The trap: choosing 600 DPI "to be safe" produces 5-10 MB image files for what could be a 200 KB output at 150 DPI. Match the DPI to the destination — screen displays only render ~120-220 effective DPI, so anything you generate above 300 DPI is invisible quality on screen. Pick the lowest DPI that passes your quality test, not the highest possible.
PNG is lossless and the safest default for converted PDF pages. Text edges stay sharp, diagrams retain crisp lines, and there's no compression artefact regardless of DPI. The cost is file size — a 300 DPI PNG of a US Letter page is typically 1-3 MB.
JPEG is smaller (300-600 KB at the same DPI) but introduces subtle ringing around text edges. For pages dominated by photographs (a photo magazine, a scanned image-heavy report), JPEG output is fine and the size saving matters. For pages with body text, equations, or technical diagrams, JPEG output looks visibly degraded around every letter — stick with PNG.
WebP is the modern compromise: lossless or lossy, 25-35% smaller than equivalent PNG/JPEG, supported in every browser since Safari 14 (2020). For 2026, WebP is a strong default if you control where the images will be used. Avoid it only if the destination is something legacy (older email clients, certain CMS uploads, print pipelines) that still doesn't decode WebP.
For OCR (running an image through text-recognition afterward), PNG at 300 DPI is the gold standard — Tesseract and other OCR engines specifically prefer lossless input at that resolution. JPEG artefacts confuse the recognition engine even when invisible to humans.
Most use cases want one or two specific pages, not every page of a 200-page PDF. The tool lets you specify page ranges (`1-5`, `7`, `10-12`) — pick before converting, because converting all pages of a long document produces dozens or hundreds of files (a 200-page PDF at 300 DPI PNG = ~600 MB total).
First-page-only is the most common ask — generating a thumbnail for a document preview, capturing a cover page for sharing on social, pulling the title page of a paper. The tool defaults to all pages but accepts `1` as the explicit single-page case. The output is one file (`page-1.png`), not a zip.
Multi-page output downloads as a zip. The naming convention is `page-1.png, page-2.png, page-3.png…` — sortable, consistent, predictable. Some tools number from 0 (`page-0.png`); this one starts at 1 to match how humans count pages.
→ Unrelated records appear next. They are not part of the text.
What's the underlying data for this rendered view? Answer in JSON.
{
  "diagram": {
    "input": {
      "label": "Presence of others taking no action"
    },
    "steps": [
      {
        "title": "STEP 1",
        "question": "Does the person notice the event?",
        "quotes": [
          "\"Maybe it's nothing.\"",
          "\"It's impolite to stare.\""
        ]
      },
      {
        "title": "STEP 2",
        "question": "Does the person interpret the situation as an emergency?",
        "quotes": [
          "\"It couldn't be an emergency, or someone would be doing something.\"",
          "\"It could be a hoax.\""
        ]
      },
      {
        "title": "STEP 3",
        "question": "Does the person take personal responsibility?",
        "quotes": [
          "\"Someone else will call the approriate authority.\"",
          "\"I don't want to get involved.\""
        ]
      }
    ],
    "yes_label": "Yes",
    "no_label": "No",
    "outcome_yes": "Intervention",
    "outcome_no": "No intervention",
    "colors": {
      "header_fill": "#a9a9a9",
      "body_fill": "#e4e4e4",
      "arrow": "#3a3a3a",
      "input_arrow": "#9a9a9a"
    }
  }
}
Why are my converted images blurry?
Almost always the DPI is too low for the destination. A 72 DPI image looks fine as a small thumbnail but pixelates if you display it full-screen on a retina monitor. Re-run at 300 DPI and compare. If the source PDF itself is a low-resolution scan, the conversion can't add detail that wasn't there — you'll get back what was originally captured.
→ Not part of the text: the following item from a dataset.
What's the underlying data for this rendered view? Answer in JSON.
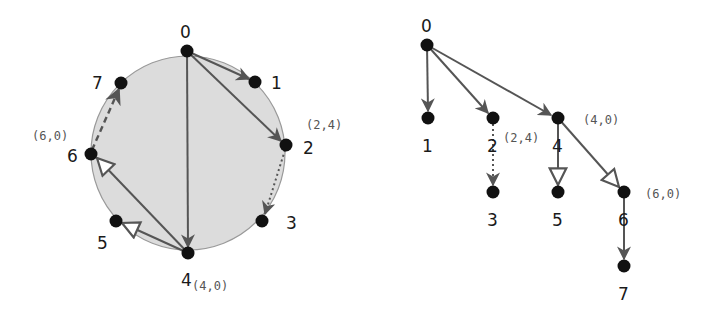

Can I extract just images from a PDF (not full pages)?
No — this tool rasterises whole pages. To pull individual embedded images out (the photos and diagrams as separate files, not the full page rendered around them), use the PDF Extract Images tool on this site, which reads the PDF's image objects directly without re-rendering.
Does it preserve text searchability?
No — once you convert to an image, the text becomes pixels. PNG and JPEG don't carry text content. If you need a searchable image-PDF, run the converted images back through OCR (PDF to Text or a dedicated OCR step). The original PDF is always the better source for searchable content.
Will it work on a password-protected PDF?
No — encrypted PDFs need decryption first. Run through PDF Unlock (browser-local) and then convert the unlocked output.
What's the maximum PDF size I can convert?
Browser memory limits this. A 50 MB PDF at 300 DPI typically converts fine; a 500 MB scanned document risks running Chrome out of per-tab memory mid-process. For massive PDFs, split first (PDF Split), convert chunks separately.